White paper
Incentivizing electric vehicles to meet fuel consumption standards for passenger cars in India
Market projections for electric vehicle growth in India are ambitious but uncertain. In addition, the passenger car CO2 standards enforced in India are amongst the most lenient, and the super-credit multipliers available for electric vehicles are more generous compared to global practices. Further, in India, electric vehicles are not treated as zero-emission vehicles, nor are they required to account for upstream emission impacts. Instead, they are assumed to be displacing an equivalent volume of gasoline that would have been combusted in a conventional vehicle and resulting emissions. India also does not have sales targets declared for electric vehicles.
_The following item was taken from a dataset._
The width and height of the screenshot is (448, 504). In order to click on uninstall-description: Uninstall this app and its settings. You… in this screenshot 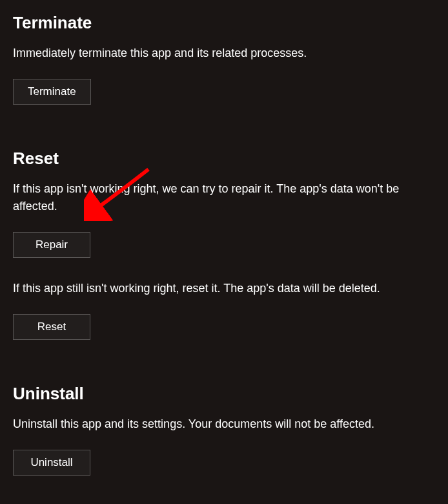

The prevailing super-credit multiplier values prescribed in the Indian standards offer excessive compliance flexibility to manufacturers. This study demonstrates that if the current super-credit multipliers for electric vehicles in India prevail, fuel consumption of conventional vehicles can significantly lag fleet average levels and can even stay stagnant near 2017 emission levels through 2030.
As followed in the United States, the European Union, and China, super credits in India are appropriate only if they are phased out as electric vehicle markets start to scale. Gradually lowering the multiplier benefit and phasing them out completely by 2022–23 before the next phase of standards come into effect is recommended. This can offer adequate time for manufacturers to avail incentives for initial market entry, while reducing fuel consumption of conventional vehicles.
If India implemented a credit multiplier of three, the cost of deploying EVs would be reduced by nearly 60% when compared with the gasoline-equivalent accounting incentive only. At this level, electric vehicles are a cost-effective pathway to meet India’s passenger vehicle efficiency standards, assuming no multipliers are used for hybrid vehicles. Strengthening of the passenger vehicle fuel efficiency standards in a post-2022 environment will further increase the cost-effectiveness of deploying electric vehicles, even if multipliers are reduced.